We talked about relational design (Chapter 3), beginning with functional dependencies, closure and equivalence (3.1, 3.2)., followed by minimal covers and canonical covers (3.2), and normal forms, BCNF (3.3) in particular. Next week, we will talk about the chase test for checking the loss-less join property (3.4) and 3NF (3.5), for which we'll use the minimal cover, and then move on to Constraints and Triggers (Chapter 7).
1. (Reading Assignment) Read Sections 3.2.1-3.2.6, and 3.3 of the textbook (Ullman, Widom, A First Course in Database Systems).
2. (Functional Dependencies, 15pt) You have a relation R(A,B,C,D, E) and a set of functional dependencies F = {A→C, B→E, BD→C, CD→BE, DE→A}.
[5pt] You show this to your friend Alice, who claims that you can simplify your set of dependencies to G = {A→C, B→E, BD→C, CD→B, DE→A}. Is she right, i.e., are the two sets of functional dependencies equivalent?
[5pt] You also show your FDs to your friend Bob, who comes up with a different modification: G = {A→C, B→E, D→C, CD→BE, DE→A}. Is his version equivalent to your original set?
[5pt] You finally share your FDs with your friend Carol, who suggests: G = {A→C, B→E, CD→B, DE→A}. Is Carol right, i.e. is his set of functional dependencies equivalent to your original set?
Hint: For each of these problems you have to determine whether two sets of functional dependencies F and G are equivalent.
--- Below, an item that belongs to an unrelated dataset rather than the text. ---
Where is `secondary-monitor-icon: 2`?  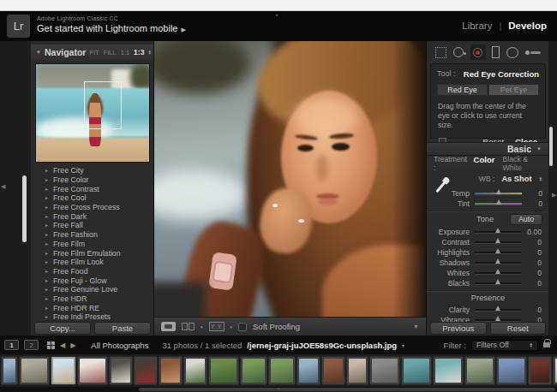
secondary-monitor-icon: 2 is located at coordinates (31, 345).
To argue that they are, you need to argue that each FD in G can be inferred from F, and each FD in F can be inferred from G (for many of the FDs that is the case because they occur in both sets, so no elaborate argument is needed). To argue that they are not you need to find and exhibit an FD in F that doesn't follow from G or vice versa.
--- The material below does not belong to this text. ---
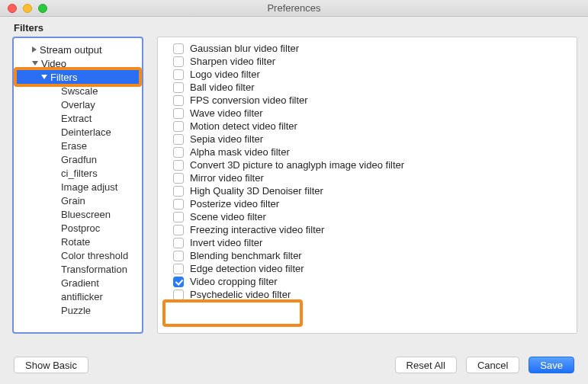 The image size is (588, 384). I want to click on save-button: Save, so click(551, 365).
3. (Minimal Cover, 10pt) You are given a relation R(A,B,C,D,E,F) with functional dependencies F = {A→BC, ABE→D, AE→B, EF→AC}.
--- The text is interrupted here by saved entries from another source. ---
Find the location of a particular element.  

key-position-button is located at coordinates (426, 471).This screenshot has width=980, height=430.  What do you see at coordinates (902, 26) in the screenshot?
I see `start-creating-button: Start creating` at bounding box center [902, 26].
a) [8pt] Calculate a Minimal Cover for F. Note: Do this one step at a time, and show the details.
b) [2pt] Calculate a Canonical Cover for F.
4. (BCNF, 15pt) Decompose the following relations into BCNF and for each decomposition determine whether it is dependency-preserving (that is, do all dependencies survive in the decomposed tables). Use the algorithm we saw in class, and show each step clearly (which FDs are violations, which violation are you fixing in what relation, what is your decomposition after each step):
R(A,B,C,D,E) with functional dependencies {A→BE, D→C, E→CD}.
R(A,B,C,D,E) with functional dependencies {A→DE, AB→CD, B→CE}.
R(A,B,C,D,E,F) with functional dependences {ABF→ D, AD→EF, AF→BC}.
5. (Extra Credit, 15pt) Implement a program that takes as input a relation R and computes a Canonical Cover of R. You can use this program to solve problem 3.